By Daniel Davidson
DTN Contributing Agronomist
This is the year farmers are faced with late planting, prevented planting and replanting decisions all in the same season.
If you couldn't get fields planted by the prevented-planting crop-insurance deadline, or if wet weather and water ponding along with saturated soils or drought conditions force you to replant, you have some tough choices to make.
Replanting Corn
For fields with drowned-out stands, consider whether the yield and economic returns from a replanted crop will exceed those of the current crop. Of course if the whole field is lost and there is no crop, the decision is easy. Most fields are a mixed bag of drowned and surviving areas. Stand assessment is critical in a these replant situations. If some of the original plants remain, do you destroy them before you replant as they will compete with the replant seedlings. And how much damage will be done to the field just getting in to replant?
Young corn plants (V5 stage or younger) can tolerate leaf damage and flooding and remain viable because the growing point remains below the soil surface. Small corn plants are not tolerant of flooding and survive only about three days in moderate, cloudy conditions. Warm, sunny days accelerate these losses. So if you experience flooding, like a frost in spring, you need to be patient and wait a few days and see if the plant survives. You can also pull up some plants and see if the base is mushy versus firm and cut it up and see if it is blackened and necrotic, which indicates the growing point hasn't survived.
Another consideration that is part of a replant decision is whether to make a hybrid change. By June, most recommendations call for reducing maturity by five days for corn planted from May 20 to June 1, 10 days for corn hybrids planted after June 1. Corn that does not reach black layer by the first hard frost will have low test weight, won't dry, will mold more easily in the field and in storage and will likey be discounted by grain buyers.
Switching to Soybeans
Typically, crop profit potential doesn't swing from corn to be in favor of soybeans until planting is delayed beyond June 10. But remember if you applied nitrogen for the corn crop you may want to stay with corn. If you also applied a residual herbicide on your corn acres the plant-back restrictions may also force you to choose corn.
Not all the issues this year are due to wet conditions. In western Ohio dry soil conditions have hurt soybean emergence, particularly in tilled fields. Before deciding to replant soybeans, dig up some seed and see if it is still healthy or the hypocotyl has emerged and hasn't broken off.
If you find seed is still healthy and germinated, but the hypocotyl isn't broken, wait and it will probably emerge, especially if the soil is moist and the surface is softened after a rain. If many of the hypocotyls are broken you probably need to consider replanting.
Prevented Planting
We're hearing that a number of farmers in northeastern Iowa and southern Minnesota are filing prevented-planting claims on corn, which is more economical this year than expected returns on soybeans, even if herbicide restrictions aren't an issue. Those vacant fields are perfect candidates for a cover crop to suppress the weeds, protect the soil, and scavenge up all the residual nitrogen into plant biomass.
What types of species work well as a cover crop this summer? Warm forage grass species such as millets (which are in short supply in 2013) and sorghum or Sudan grasses or teffgrass are excellent for scavenging nitrogen and other nutrients and producing biomass either for hay purposes or as organic matter to be returned to the soil. If you wait till August you can plant cool season legumes such as clovers or vetch or dicon/tillage radishes or oats. And by early September you can plant a winter cereal such as rye, triticale or wheat. However if you received a full indemnity payment on the prevented-planting acres, you cannot harvest these forage crops until Nov. 1 or later.
Weed Control
Where wet weather has also limited spraying days, winter annual weeds may already be ahead of you. Mark Loux, weed scientist at Ohio State University, said by June, winter annuals are going to die shortly. You can still beat them up, and control emerging annuals, in corn by spiking glyphosate or Liberty with 2,4-D, dicamba or Status along with atrazine. In soybeans, he says the options are fewer and suggests spiking glyphosate or Liberty with Classic.
If you had out-of-control winter annuals, you may consider applying a residual herbicide with some 2,4-D or glyphosate this fall to buy you more time in next spring.
It's fortunate that the heavy rains this spring have recharged the soil profile in many parts of the Midwest and Northern Plains after a dry winter. Those areas, where a crop has been planted, should have moisture reserves available to handle short periods of dry weather that can occur any summer.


WORK TO COMPLETE — Search the listing below for the word "pixels" and return each line that contains it.

RECORDS FOR PROCESSING —
^^^^^^^^

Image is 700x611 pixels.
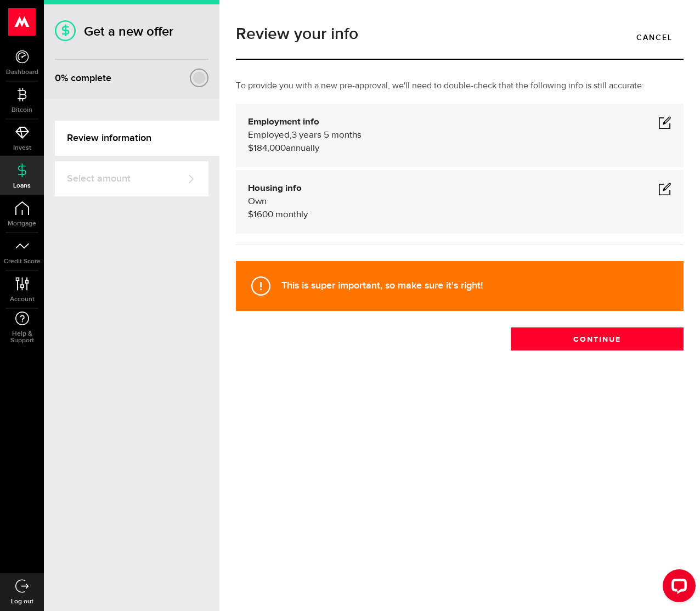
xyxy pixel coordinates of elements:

^^^^^^^^

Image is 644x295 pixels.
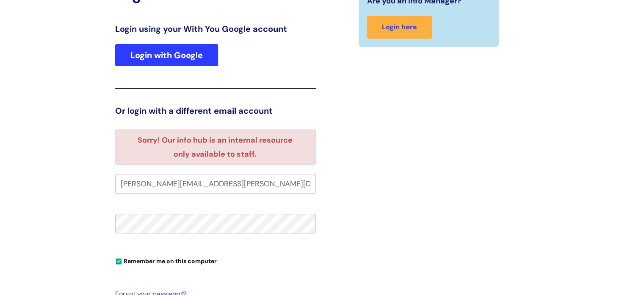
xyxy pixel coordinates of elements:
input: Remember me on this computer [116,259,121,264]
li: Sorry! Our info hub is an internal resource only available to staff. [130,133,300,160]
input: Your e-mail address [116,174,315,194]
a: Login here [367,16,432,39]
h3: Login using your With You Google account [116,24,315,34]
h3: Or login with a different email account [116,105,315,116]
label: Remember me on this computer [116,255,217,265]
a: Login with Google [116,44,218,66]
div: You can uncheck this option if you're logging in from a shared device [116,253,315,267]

^^^^^^^^

ANSWER SPACE —
Image is 700x611 pixels.
Image is 644x295 pixels.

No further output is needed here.